Must be suspect because all the “data” have complex, multiattribute dimensions and eventual outcomes do not always conform to the expectations of a zero-sum game. Rising global interdependence on resources (mineral or intellectual) and a shared dependence on the biosphere’s habitability preclude that. Consequently, the following appraisals respect the multifaceted nature of rising or falling national fortunes, do not attempt quantitative international comparisons, do not aim at definite rankings,.

Nowadays the kow-tow is to the managed market system rather than to a single individual like Mao” (E. L. Jones 2001, 3). Unfolding Trends 131 50,000 40,000 GDP $(2003) 109 China 30,000 20,000 India USA 10,000 Japan Germany 0 2000 2010 2020 2030 2040 2050 Fig. 3.16 China’s rapid GDP growth would make it the world’s largest economy perhaps by the 2020s. Plotted from data in Wilson and Purushothaman (2003). Continuation of high growth rates would make China the world’s largest.

Democratic dictatorship led by the working class and based on the alliance of workers and peasants. The socialist system is the basic system of the People’s Republic of China. Sabotage of the socialist system by any organization or individual is prohibited. Those who laud the new China might re-read this a few times. And anybody familiar with today’s China knows how eagerly the Chinese people themselves imitate U.S. ways even as they profess nationalistic, anti-American fervor. This brings me to.

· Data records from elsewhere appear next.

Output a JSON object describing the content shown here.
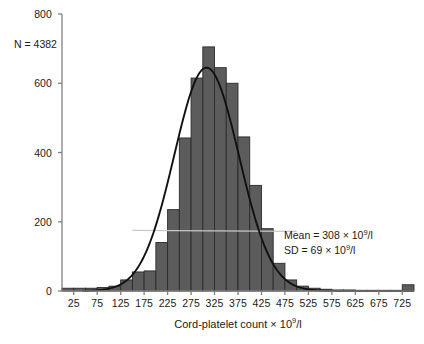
{
  "figure": {
    "background": "#ffffff",
    "bar_fill": "#5c5c5c",
    "bar_stroke": "#2b2b2b",
    "curve_color": "#111111",
    "axis_color": "#808080",
    "guide_color": "#c8c8c8"
  },
  "annotations": {
    "n_label": "N = 4382",
    "mean_label_prefix": "Mean = 308 × 10",
    "mean_label_exp": "9",
    "mean_label_suffix": "/l",
    "sd_label_prefix": "SD = 69 × 10",
    "sd_label_exp": "9",
    "sd_label_suffix": "/l"
  },
  "axis": {
    "xlabel_prefix": "Cord-platelet count × 10",
    "xlabel_exp": "9",
    "xlabel_suffix": "/l",
    "ylabel": ""
  },
  "chart_data": {
    "type": "bar",
    "title": "",
    "xlabel": "Cord-platelet count × 10^9/l",
    "ylabel": "",
    "xlim": [
      0,
      750
    ],
    "ylim": [
      0,
      800
    ],
    "xticks": [
      25,
      75,
      125,
      175,
      225,
      275,
      325,
      375,
      425,
      475,
      525,
      575,
      625,
      675,
      725
    ],
    "yticks": [
      0,
      200,
      400,
      600,
      800
    ],
    "grid": false,
    "legend": null,
    "bin_width": 25,
    "categories": [
      "0-25",
      "25-50",
      "50-75",
      "75-100",
      "100-125",
      "125-150",
      "150-175",
      "175-200",
      "200-225",
      "225-250",
      "250-275",
      "275-300",
      "300-325",
      "325-350",
      "350-375",
      "375-400",
      "400-425",
      "425-450",
      "450-475",
      "475-500",
      "500-525",
      "525-550",
      "550-575",
      "575-600",
      "600-625",
      "625-650",
      "650-675",
      "675-700",
      "700-725",
      "725-750"
    ],
    "bin_starts": [
      0,
      25,
      50,
      75,
      100,
      125,
      150,
      175,
      200,
      225,
      250,
      275,
      300,
      325,
      350,
      375,
      400,
      425,
      450,
      475,
      500,
      525,
      550,
      575,
      600,
      625,
      650,
      675,
      700,
      725
    ],
    "values": [
      8,
      8,
      8,
      10,
      14,
      32,
      55,
      58,
      140,
      235,
      442,
      615,
      705,
      645,
      600,
      445,
      305,
      180,
      80,
      32,
      14,
      8,
      5,
      3,
      3,
      2,
      2,
      2,
      2,
      18
    ],
    "series": [
      {
        "name": "Cord platelet count frequency",
        "values": [
          8,
          8,
          8,
          10,
          14,
          32,
          55,
          58,
          140,
          235,
          442,
          615,
          705,
          645,
          600,
          445,
          305,
          180,
          80,
          32,
          14,
          8,
          5,
          3,
          3,
          2,
          2,
          2,
          2,
          18
        ]
      }
    ],
    "overlay_curve": {
      "type": "normal-distribution",
      "mean": 308,
      "sd": 69,
      "peak_value": 645,
      "note": "Fitted normal curve overlaid on the histogram"
    },
    "statistics": {
      "n": 4382,
      "mean": 308,
      "sd": 69,
      "units": "10^9/l"
    }
  }
}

Concluded that after taking into account the global equilibrium consequences of an unwinding of this deficit, the likelihood of the collapse of the dollar appears more than 50% greater than their previous estimates. And Fallows (2005) used the term meltdown. Unfolding Trends 145 In contrast, others see this deficit as a sign of economic strength. Dooley et al. (2004) believe that a large current account deficit is an integral and sustainable feature of a successful international monetary.